Wednesday, May 25, 2005
BOSTON GLOBE COLUMNIST JAMES CARROLL
offers some negative views on the exclusivist belief of Catholicism:
Pope Benedict XVI would never countenance the physical denigration of the Koran or the harassment of Jews for being Christ-killers, but his warnings about the ''dictatorship of relativism," and his robust assertions of Vatican-centered Catholicism's exclusive possession of the fullness of truth are signs of changing weather.
The election as pope of such a figure has dark significance for the future of Catholic liberalism, but it may go far beyond the boundaries of the church, pointing to the arrival of a global cold front, the coming of a new climate of radical intolerance.
Is doubt part and parcel of rational inquiry, or not? Is ambiguity essential to human knowing, or not? If the ground on which one stands while thinking, and the time within which one pursues a thought to its conclusion are both in flux, as suggested by the insights of Albert Einstein, why is ''relativity" to be taken as wicked?...

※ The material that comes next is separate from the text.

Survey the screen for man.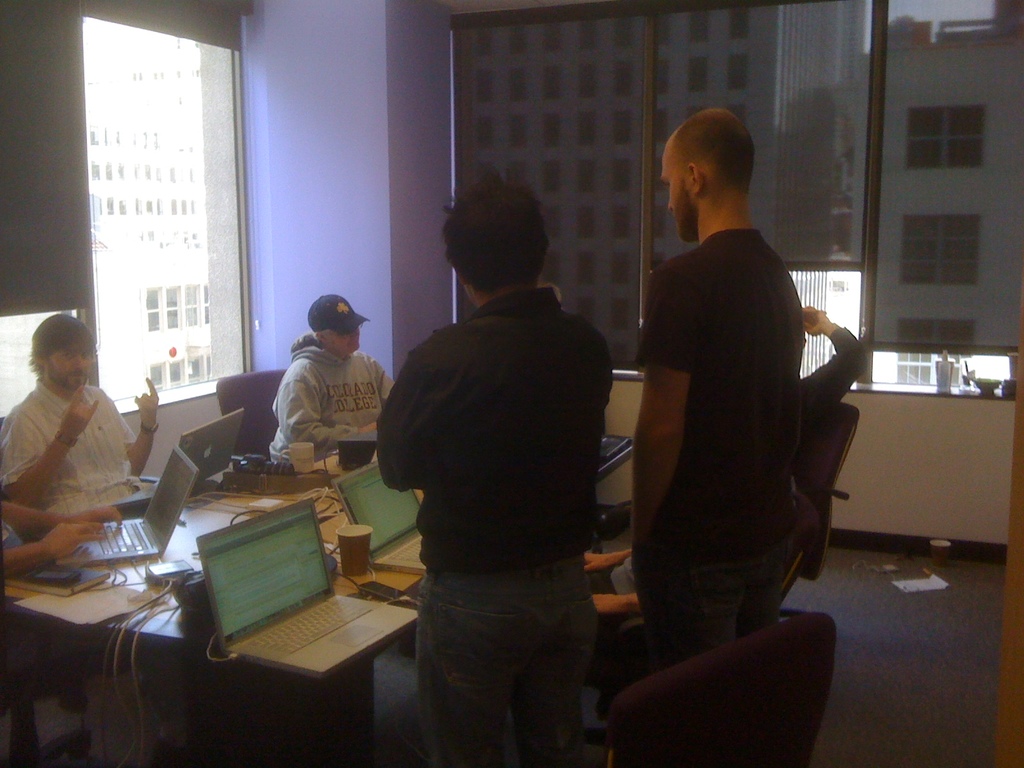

Thinking of Christianity in particular, one must ask a hard question of those who reassert the triumphalist claims of the past: Do you not know the history of such absolutism? How theological denigration of others so often led to bloodshed? How, in particular, those labeled ''Christ-killers" were themselves killed? How the religion of Muslims was itself understood as a capital crime? How the very idea of democratic liberalism was forged in the crucible of religious wars, Christians slaughtering each other in good conscience for the sake of the ''one way" of Jesus Christ?
In the era of global warming, the link between human assumptions and climate is clear. The threat to the Earth of unintended climate change is a metaphor for the less tangible but equally grave threat arising from reasserted assumptions of religious superiority, polluting the human climate with intolerance, perhaps spawning winds of violence.